Regardless of whether the series traditionally reconstructed as voiced aspirated was in fact voiced aspirated, PIE clearly had a stop series which most modern IE languages lack. So yes, this does work as a counterexample.

User avatar
KathTheDragon
Smeric
Smeric
Posts: 2139
Joined: Thu Apr 25, 2013 4:48 am
Location: Brittania

Re: Sound Change Quickie Thread

Post by KathTheDragon »

Frislander wrote:Really? You think that reconstruction's on firm enough ground to serve as an adequate counterexample?
While you may be utterly infatuated with the glottalic theory, it's diachronically simpler for at least the final phase of PIE to have in fact had breathy-voiced stops in at least some dialects. Almost all of the specific claims in favour of glottalised stops of some variety can be refuted, so there really is no issue with this reconstruction.

User avatar
Frislander
Avisaru
Avisaru
Posts: 836
Joined: Mon Feb 29, 2016 6:34 am
Location: The North

Re: Sound Change Quickie Thread

Post by Frislander »

KathTheDragon wrote:
Frislander wrote:Really?
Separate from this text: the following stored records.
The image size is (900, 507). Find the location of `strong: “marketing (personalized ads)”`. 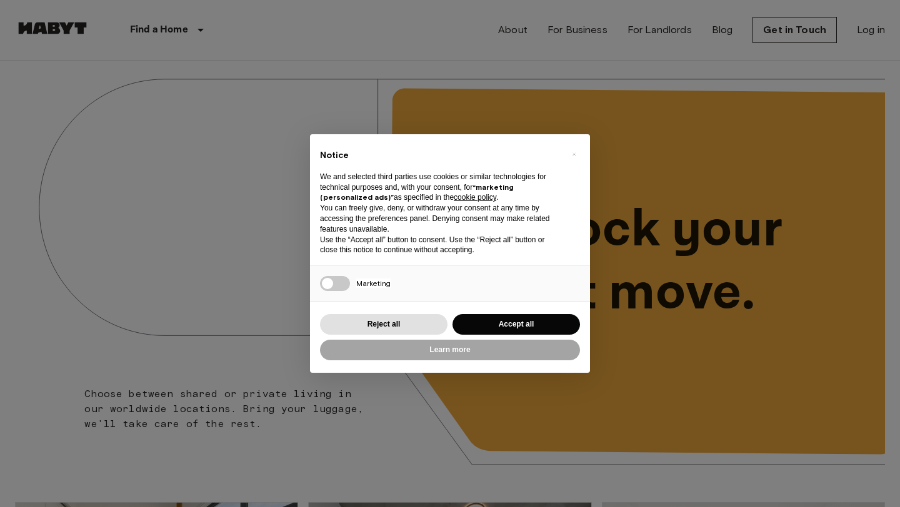

strong: “marketing (personalized ads)” is located at coordinates (417, 192).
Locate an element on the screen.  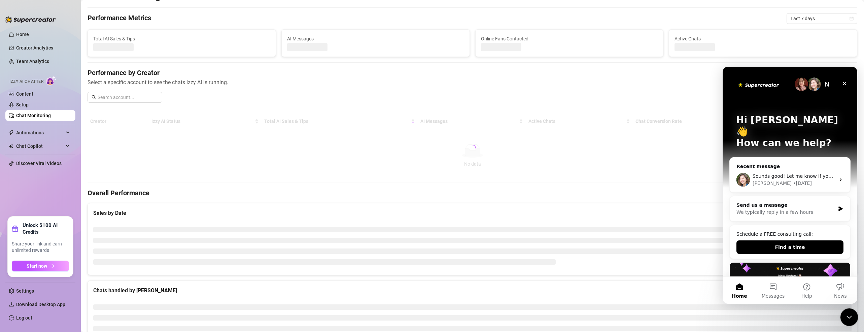
div: Sales by Date is located at coordinates (472, 213).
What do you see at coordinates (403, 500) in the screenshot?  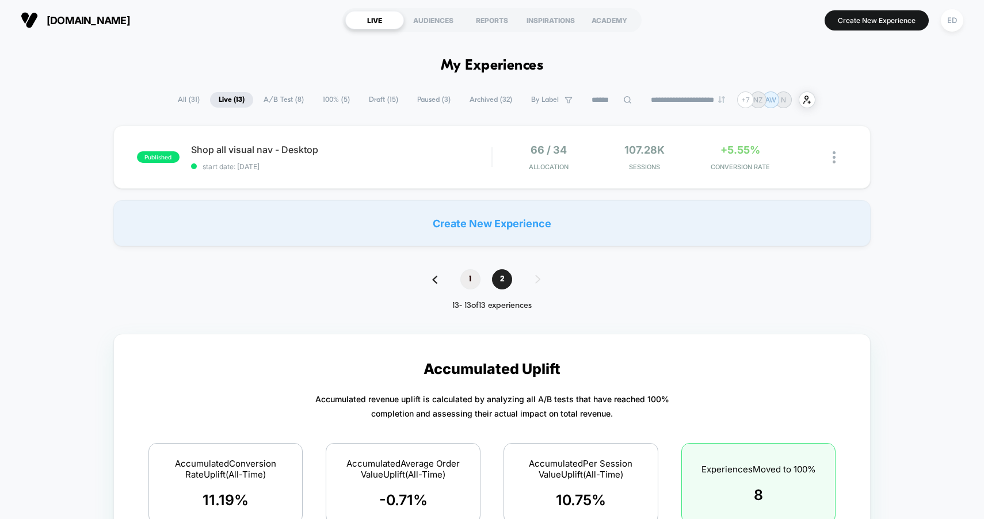 I see `span: -0.71 %` at bounding box center [403, 500].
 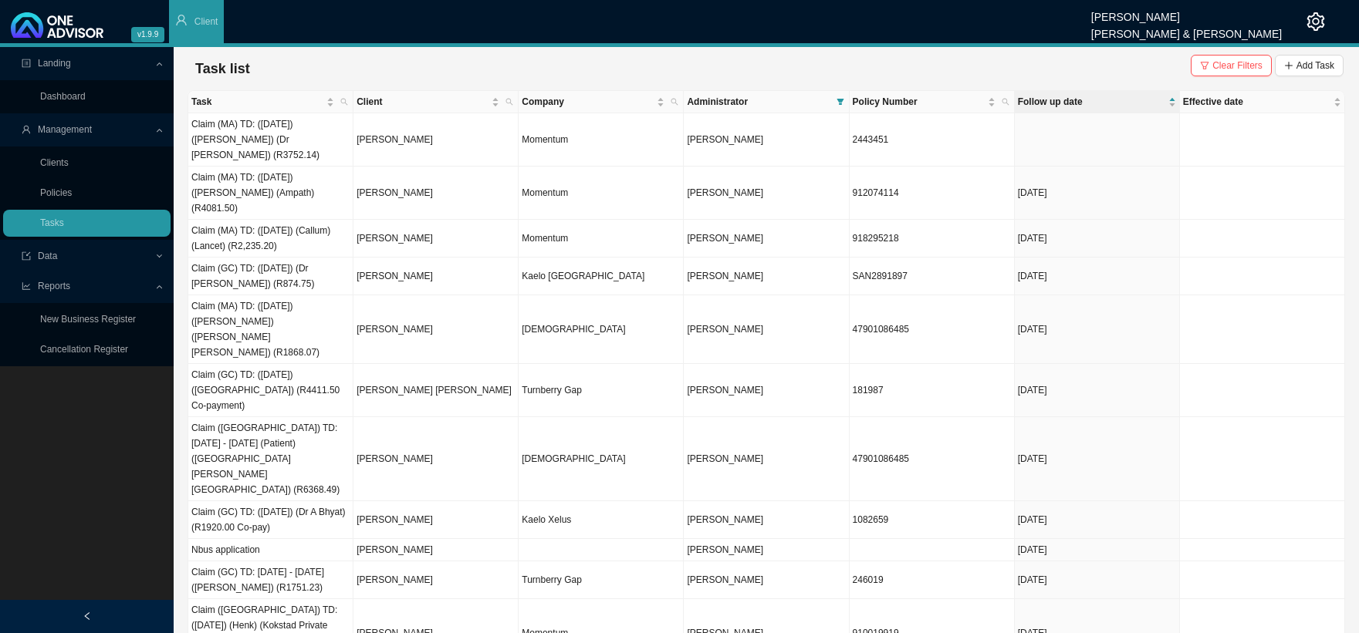 I want to click on span: left, so click(x=87, y=616).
You think that reconstruction's on firm enough ground to serve as an adequate counterexample?
While you may be utterly infatuated with the glottalic theory, it's diachronically simpler for at least the final phase of PIE to have in fact had breathy-voiced stops in at least some dialects. Almost all of the specific claims in favour of glottalised stops of some variety can be refuted, so there really is no issue with this reconstruction.
Surprisingly enough I'm not infatuated by the glottalic theory, in fact I would probably prefer a reconstruction which has neither breathy stops nor glottalics quite frankly. Are you really so caught up in your ruts that you think that those are the only two possibilities? However given the choice I would prefer the glottalic theory given that the evidence for the "voiced" stops having that quality comes from multiple different branches of the family and more general reconstructed phonotactic constraints, while the evidence for breathy voiced stops is just that Indo-Aryan has them and some dialects of Armenian. I'm not dogmatically gonna say that's the only reconstruction I will take though because it is entirely possible that someone else might hit on a much better reconstruction which requires neither of these two series.